The DeliveryPump flows the solution sample through the capillary or flow cell during irradiation. It is a settable flow / pump actuator (an M50 syringe pump with rate / volume setpoints and a run command, driving the dose-response / fraction-collection mode; a second PHD2000 infusion pump drives the capillary-flow / time-resolved mode), exactly the anatomy of the existing loose FlowController Family that i22, 7-BM, and LIX already use. So the pump reuses FlowController; it coins nothing. XFP is its fourth consumer, reinforcing the rule-of-three that LIX already fired (see Model).
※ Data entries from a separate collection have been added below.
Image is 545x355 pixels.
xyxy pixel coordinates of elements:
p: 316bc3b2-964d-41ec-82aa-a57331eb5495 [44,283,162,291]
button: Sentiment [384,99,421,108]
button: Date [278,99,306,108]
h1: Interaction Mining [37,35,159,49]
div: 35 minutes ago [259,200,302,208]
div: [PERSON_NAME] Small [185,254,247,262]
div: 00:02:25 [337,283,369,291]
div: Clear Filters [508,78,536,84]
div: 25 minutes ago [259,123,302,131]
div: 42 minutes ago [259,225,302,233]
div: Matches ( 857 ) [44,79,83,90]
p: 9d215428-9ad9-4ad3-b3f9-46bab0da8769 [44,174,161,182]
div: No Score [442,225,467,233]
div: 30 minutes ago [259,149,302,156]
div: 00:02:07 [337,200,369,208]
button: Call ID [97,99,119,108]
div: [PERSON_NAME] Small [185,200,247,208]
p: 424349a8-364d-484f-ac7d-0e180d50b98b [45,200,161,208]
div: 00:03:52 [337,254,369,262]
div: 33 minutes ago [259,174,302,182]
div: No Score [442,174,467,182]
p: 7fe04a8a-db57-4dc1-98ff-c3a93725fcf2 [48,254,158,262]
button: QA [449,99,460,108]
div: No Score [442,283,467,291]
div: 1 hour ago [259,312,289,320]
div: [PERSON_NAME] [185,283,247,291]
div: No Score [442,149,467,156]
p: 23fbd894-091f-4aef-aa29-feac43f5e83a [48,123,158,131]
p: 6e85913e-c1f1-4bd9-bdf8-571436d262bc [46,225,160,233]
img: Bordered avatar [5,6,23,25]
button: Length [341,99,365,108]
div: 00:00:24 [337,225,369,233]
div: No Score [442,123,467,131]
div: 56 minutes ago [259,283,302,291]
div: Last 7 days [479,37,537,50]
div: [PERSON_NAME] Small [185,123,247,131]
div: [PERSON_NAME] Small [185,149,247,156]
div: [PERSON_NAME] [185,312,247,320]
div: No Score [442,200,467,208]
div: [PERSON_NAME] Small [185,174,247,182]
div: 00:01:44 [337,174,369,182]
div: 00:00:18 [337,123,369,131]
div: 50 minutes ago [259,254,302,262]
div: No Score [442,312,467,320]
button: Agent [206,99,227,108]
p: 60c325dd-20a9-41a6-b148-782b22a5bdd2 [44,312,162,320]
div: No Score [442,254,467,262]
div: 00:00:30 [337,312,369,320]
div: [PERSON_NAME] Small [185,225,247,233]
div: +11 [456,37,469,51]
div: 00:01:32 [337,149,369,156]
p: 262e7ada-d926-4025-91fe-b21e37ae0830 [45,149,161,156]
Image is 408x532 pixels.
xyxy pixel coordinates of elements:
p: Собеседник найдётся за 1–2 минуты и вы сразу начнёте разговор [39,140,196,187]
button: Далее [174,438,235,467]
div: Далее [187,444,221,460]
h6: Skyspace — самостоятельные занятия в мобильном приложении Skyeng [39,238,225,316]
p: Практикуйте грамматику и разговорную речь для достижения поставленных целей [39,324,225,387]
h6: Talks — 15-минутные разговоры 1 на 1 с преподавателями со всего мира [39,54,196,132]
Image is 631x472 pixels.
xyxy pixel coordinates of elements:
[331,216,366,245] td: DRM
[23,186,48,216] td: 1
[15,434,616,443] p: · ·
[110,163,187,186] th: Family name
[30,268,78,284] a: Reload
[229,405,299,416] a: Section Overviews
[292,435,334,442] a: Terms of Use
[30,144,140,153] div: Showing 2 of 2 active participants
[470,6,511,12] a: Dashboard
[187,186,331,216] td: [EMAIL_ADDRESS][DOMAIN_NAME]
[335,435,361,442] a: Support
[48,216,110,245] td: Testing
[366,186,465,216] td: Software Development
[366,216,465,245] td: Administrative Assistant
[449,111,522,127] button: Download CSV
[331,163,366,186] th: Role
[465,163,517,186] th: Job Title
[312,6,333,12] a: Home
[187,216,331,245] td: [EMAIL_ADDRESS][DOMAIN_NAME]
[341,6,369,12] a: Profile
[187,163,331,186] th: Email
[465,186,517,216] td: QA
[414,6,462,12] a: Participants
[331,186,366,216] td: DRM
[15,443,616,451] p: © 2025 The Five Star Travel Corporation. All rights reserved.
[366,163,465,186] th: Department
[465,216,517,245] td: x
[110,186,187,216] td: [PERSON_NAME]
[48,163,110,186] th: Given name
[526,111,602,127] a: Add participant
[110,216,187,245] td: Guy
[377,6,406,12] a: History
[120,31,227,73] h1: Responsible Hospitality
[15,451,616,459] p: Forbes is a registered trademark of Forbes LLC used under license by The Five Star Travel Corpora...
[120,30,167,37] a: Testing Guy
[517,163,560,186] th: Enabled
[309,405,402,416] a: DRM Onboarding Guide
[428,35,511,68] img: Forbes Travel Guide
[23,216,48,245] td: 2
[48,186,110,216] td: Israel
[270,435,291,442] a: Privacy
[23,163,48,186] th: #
The Subject and the sample-custody seam

The deepest part of XFP's sample side is not a device. The Subject is a biological macromolecule (a protein or nucleic acid) in a buffer; the run irradiates it and produces a footprinted aliquot, which is the output that matters. Two pieces of the custody chain are deliberately modelled as the seam plus the Subject / Procedure shape, not as device Families:

Part of the chain How CORA models it Why
The fraction collector the sample-custody seam (FC-1) a PV-bound aliquot-routing actuator (a collect / waste valve, a tube index, a fill pattern) that captures footprinted aliquots into tubes; no existing Family fits an aliquot-router cleanly, so it is carried in the custody seam, not coined at n=1
The 96-well plate addressing a Procedure + a Subject custody thread (HT-1) the plate is addressed alpha-numerically (8 columns x 12 rows) by pure Python plus a coordinate table, with no robot, no sample-changer, and no PV; moving to a well is a move on the HighThroughputStage, the i03 / MX3 / LIX custody-as-Procedure precedent (XFP at the no-robot end)
The footprinted aliquot a Subject carried to offline MS (SUBJECT-1, READOUT-1) the run's output is the irradiated sample plus a dose record; the structural analysis (mass spec) is downstream, off the beamline

These aggregates are not instantiated in this descriptor-and-docs cut; they are the shape the deployment will take, recorded so the reader knows where the footprinting experiment's identity lives: the Subject (which macromolecule, which buffer), the Supply (buffers, radical scavengers, the flow medium), and the Procedure (the dose program plus the aliquot collection), with the dose record as the system of record.

Sample environment

The only sample-environment readouts in the profile collection are temperature / bias diagnostics (an SR630 thermocouple monitor and the Sydor bias controller), used as alignment-flux proxies rather than as a controlled sample environment; they are read-only and deferred (TEMP-1).

Why no new Family here

The sample stages all reuse the catalog LinearStage. The one fluidic device, the delivery pump, reuses the existing loose FlowController Family rather than coining a new one. The fraction collector, the 96-well plate, and the solution sample are deliberately not coined as device Families: they are the sample-custody and offline-readout seam, which is where a dose-delivery beamline's novelty belongs (FC-1, HT-1, SUBJECT-1, READOUT-1). Nothing here graduates and the catalog is unchanged.

See Open questions for the sample-side facts still to confirm, Inventory for the Asset tree, Model for the family-reuse rationale and the FlowController rule-of-three, and the source walk for the PVs as read from the profile collection.